By ERNEST R. GROVES '03. Boston and New York, Houghton Mifflin Company, 1926, viii, 217 pp.
It is no mean achievement for an author of a work dealing with a highly controversial subject to write with such fairness, candor and insight that all partisans will be satisfied. This Professor Groves has done. The members of the homestead family, unaffected by the stress of modern life, as well as young "companionators," whose restricted kind of family life denotes unmistakably the influence of fundamental changes going on in our modern life, need to read "The Drifting Home."
The book treats the outstanding problems of the modern home which result from the demands put on it by modern civilization, without undue pessimism as to the future. The predicament of the present family is at bottom the result of science, rather a badly balanced science, and it is science in the larger sense applied to education for parenthood that will conserve home life and build the better homes of the future, if it is to be done at all. The new woman and the new man are already turning to science for marriage guidance and parents need the aid of science in the training of children so that distorted personalities, emotional immaturities, father or mother fixations, and the like can be averted. All parents should read in chapter VIII the parents' code of conduct which demands that the parents' influence must square with the child's needs.
The home is changing. This is the most significant fact regarding the home. Both parts of the home, marriage and parenthood, are feeling the sweep of modern life which forces a modification of former habits and motives. The author thinks that it is futile to look ahead unless we can detect the direction of the present swift current of change, which is the main purpose of his book. He notes the passing of man's dominance. On this point he says : "Whether man is to be hampered by the new woman, as woman has been by the man of the past, or whether there can be for most men and women not only a satisfactory division of labor, but also of self-expression, time, which lifts the curtain upon the social stage, alone can reveal." He suggests that experience may prove that the woman that has accepted man's dominance has been the fundamentally woman-like type and that the future home, after a period of violent social collision, will settle down to something much like what has been. Another influence changing home life is found in the modern opportunities for material culture. All in all, this materialism as some would call it, has given the family its most staggering blow. It is largely responsible for a new type of marriage. whose central idea is the deliberate intent that there shall be no children. Sex thus has to assume the task of providing a basis for the home. The risks incident to this are clearly stated by the author: "Sex, as an idealized, motivating attraction, impels toward marriage and provides its beginning. When it becomes an end in itself, the marriage has an abnormal degree of hazard. ... A marriage that has for its sole program the production of immediate pleasure and the establishment of mutual convenience has no basis for normal growth. . . With only sex and comfort as motives, and no functioning of parental love, there is little to protect restless couples from divorce. . . . Nature leads the self-seekers through parenthood into a larger marriage experience than mere physical advantage can accomplish. If contraceptive birth control becomes positive in its certainty, modern marriage must face a severe testing."
There can be no question that the future of the family is not as strongly established in the minds of modern men and women as was true in the thinking of even a decade ago. It is to be expected that the family, like other institutions, such as the church and school, should come in for a critical examination. At present the gulf between the two sexes is increasing and the author prophesies for some time to come a considerable disturbance in the inner life of families. Higher standards than ever will continue to be demanded of marriage experience, with pleasure as the basis of judgment. For the present a high percentage of marriage failures must be expected. People enter marriage with too much ignorance as well as too great demands. The author says that the lesson for those who are concerned for the welfare of the home is that we must make ever greater use of science in our education to prepare people to live happily together in marriage. He believes, finally, that the companionate is with us to stay and will no doubt prove to be an aggressive rival for the historic type of orthodox family. A SOT cial situation has given rise to the companionate and has accordingly undermined the fully developed form of family. Until these social conditions fundamentally change we may expect the companionate to continue to rival the family for popular favor.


Problem: Make an exact copy of the lines from the one holding "t=Y1, r=X2, b=Y2." through the last line of the material, and output nothing else.

Given entries:
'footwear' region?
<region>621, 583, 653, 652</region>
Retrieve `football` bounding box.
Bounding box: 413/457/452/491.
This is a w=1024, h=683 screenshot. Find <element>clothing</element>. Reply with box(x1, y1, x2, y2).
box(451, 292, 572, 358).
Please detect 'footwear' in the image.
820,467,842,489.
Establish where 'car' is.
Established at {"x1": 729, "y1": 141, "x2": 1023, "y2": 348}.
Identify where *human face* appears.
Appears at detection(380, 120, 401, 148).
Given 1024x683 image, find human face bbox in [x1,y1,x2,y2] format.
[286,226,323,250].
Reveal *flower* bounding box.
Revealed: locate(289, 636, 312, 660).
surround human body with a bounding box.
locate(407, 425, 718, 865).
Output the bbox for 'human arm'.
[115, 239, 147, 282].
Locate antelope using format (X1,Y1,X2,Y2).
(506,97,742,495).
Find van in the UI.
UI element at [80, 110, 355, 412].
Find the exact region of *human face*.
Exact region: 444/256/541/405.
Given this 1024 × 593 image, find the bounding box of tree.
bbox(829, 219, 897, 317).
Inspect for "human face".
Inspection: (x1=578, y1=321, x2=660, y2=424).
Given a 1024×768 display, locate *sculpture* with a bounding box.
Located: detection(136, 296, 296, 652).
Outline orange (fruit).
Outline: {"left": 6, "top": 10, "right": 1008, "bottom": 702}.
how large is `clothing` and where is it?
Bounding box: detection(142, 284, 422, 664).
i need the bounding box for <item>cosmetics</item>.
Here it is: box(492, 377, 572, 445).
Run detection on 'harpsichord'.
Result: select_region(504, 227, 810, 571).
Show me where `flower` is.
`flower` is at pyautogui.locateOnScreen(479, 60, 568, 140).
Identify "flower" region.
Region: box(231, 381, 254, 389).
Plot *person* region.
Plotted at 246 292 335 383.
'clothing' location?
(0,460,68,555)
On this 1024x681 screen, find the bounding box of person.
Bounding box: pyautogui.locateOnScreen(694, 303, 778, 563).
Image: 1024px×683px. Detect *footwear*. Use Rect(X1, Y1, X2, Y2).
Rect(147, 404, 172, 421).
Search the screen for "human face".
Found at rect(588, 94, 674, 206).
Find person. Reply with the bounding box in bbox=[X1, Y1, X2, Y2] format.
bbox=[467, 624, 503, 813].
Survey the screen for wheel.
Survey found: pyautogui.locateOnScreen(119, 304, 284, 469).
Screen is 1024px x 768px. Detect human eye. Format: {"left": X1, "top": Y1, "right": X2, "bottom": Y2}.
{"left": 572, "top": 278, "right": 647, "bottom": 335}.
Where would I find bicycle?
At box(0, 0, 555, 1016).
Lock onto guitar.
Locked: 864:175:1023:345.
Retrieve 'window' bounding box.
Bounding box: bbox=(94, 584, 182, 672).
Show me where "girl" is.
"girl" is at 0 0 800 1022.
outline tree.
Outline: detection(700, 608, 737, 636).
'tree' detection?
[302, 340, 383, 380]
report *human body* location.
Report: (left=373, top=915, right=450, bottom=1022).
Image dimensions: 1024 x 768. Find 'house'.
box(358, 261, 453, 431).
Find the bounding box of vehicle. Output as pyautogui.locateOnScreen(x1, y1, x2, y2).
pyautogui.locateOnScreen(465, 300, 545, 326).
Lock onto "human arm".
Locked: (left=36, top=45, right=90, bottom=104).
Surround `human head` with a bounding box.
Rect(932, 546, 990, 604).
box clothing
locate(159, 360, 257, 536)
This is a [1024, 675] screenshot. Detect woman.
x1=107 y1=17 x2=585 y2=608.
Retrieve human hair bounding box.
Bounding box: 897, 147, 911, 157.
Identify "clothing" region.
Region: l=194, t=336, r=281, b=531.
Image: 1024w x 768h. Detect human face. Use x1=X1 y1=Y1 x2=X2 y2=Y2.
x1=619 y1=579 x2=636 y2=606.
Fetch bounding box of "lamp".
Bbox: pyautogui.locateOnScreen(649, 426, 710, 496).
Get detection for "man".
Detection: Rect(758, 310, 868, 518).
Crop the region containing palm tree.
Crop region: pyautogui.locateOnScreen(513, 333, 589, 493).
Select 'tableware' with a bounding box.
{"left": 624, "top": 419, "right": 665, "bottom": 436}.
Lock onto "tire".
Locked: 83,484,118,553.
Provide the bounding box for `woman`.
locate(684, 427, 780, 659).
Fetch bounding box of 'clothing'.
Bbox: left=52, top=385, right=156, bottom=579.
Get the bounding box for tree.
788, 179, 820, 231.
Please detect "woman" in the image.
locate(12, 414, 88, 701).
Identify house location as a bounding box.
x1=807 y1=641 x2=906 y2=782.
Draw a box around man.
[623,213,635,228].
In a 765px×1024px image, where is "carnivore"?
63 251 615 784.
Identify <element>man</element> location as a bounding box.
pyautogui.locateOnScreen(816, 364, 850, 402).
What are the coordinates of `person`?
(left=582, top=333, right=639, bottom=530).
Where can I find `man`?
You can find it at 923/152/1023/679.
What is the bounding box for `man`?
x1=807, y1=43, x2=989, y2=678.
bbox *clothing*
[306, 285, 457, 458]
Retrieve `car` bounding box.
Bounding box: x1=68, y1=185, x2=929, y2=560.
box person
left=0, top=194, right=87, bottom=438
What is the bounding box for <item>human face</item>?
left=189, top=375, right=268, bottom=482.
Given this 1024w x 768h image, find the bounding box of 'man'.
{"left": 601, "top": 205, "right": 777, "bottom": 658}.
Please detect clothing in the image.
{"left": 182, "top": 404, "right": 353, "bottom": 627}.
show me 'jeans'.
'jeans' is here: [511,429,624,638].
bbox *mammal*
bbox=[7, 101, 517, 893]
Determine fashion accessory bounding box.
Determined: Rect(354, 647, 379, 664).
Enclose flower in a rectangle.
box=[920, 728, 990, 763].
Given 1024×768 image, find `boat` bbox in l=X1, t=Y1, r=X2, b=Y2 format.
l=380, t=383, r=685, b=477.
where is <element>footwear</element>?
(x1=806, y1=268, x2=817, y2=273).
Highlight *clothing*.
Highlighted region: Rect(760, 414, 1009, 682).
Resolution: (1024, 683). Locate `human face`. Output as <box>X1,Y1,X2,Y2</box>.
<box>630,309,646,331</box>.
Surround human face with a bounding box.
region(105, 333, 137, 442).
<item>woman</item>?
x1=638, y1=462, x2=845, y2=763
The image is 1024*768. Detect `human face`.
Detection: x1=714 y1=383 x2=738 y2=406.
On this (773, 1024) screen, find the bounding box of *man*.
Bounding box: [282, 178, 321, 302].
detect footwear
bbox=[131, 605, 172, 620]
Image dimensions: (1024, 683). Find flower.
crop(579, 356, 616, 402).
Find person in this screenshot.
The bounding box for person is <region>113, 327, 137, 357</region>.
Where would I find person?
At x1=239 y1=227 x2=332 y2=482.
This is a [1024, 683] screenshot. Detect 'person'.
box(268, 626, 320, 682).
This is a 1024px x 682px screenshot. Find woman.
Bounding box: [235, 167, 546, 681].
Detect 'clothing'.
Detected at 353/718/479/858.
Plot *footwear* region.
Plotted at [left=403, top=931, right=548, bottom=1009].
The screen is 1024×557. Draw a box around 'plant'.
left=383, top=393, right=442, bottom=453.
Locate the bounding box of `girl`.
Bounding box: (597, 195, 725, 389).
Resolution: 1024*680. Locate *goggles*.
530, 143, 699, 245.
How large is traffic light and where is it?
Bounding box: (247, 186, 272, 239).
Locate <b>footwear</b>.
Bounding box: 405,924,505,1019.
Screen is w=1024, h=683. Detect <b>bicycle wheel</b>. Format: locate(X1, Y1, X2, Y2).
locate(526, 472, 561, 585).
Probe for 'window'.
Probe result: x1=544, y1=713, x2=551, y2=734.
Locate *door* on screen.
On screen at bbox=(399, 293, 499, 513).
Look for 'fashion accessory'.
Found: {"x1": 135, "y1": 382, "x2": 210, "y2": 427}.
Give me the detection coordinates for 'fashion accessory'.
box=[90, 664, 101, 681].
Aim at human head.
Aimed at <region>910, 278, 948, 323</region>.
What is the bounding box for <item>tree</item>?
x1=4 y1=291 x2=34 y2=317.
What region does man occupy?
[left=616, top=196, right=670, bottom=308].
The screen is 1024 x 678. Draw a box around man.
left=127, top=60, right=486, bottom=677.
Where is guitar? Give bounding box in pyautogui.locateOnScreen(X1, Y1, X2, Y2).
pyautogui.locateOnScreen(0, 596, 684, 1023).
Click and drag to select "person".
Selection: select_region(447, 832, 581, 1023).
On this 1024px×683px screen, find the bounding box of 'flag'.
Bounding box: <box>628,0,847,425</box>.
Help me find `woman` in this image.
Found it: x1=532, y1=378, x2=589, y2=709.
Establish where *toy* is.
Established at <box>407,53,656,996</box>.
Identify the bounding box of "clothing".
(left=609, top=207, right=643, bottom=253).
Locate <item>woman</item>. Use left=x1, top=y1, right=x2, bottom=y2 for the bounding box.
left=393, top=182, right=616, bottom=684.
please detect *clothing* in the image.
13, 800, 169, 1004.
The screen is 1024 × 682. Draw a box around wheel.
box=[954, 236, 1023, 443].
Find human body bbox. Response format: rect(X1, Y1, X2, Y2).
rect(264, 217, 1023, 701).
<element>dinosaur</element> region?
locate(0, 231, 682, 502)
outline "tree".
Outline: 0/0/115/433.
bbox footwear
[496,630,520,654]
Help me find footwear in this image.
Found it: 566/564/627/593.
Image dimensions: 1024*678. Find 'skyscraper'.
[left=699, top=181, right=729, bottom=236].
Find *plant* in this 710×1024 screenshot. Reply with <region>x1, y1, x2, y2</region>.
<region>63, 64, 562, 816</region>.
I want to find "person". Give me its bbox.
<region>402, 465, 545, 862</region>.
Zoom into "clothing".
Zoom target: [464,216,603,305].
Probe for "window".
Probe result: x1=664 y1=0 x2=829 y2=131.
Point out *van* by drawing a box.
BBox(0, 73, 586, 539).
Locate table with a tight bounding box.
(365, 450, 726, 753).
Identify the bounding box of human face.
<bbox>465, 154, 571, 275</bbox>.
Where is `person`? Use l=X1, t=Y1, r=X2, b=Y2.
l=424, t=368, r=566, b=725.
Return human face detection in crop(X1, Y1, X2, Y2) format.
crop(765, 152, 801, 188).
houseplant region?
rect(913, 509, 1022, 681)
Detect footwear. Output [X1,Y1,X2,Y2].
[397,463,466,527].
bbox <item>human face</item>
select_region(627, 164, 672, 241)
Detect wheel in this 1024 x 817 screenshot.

Response to this exercise:
Where is `person`? Use l=X1, t=Y1, r=X2, b=Y2.
l=424, t=368, r=566, b=725.
Return human face detection in crop(X1, Y1, X2, Y2) format.
crop(765, 152, 801, 188).
houseplant region?
rect(913, 509, 1022, 681)
Detect footwear. Output [X1,Y1,X2,Y2].
[397,463,466,527].
bbox <item>human face</item>
select_region(627, 164, 672, 241)
Detect wheel in this 1024 x 817 screenshot.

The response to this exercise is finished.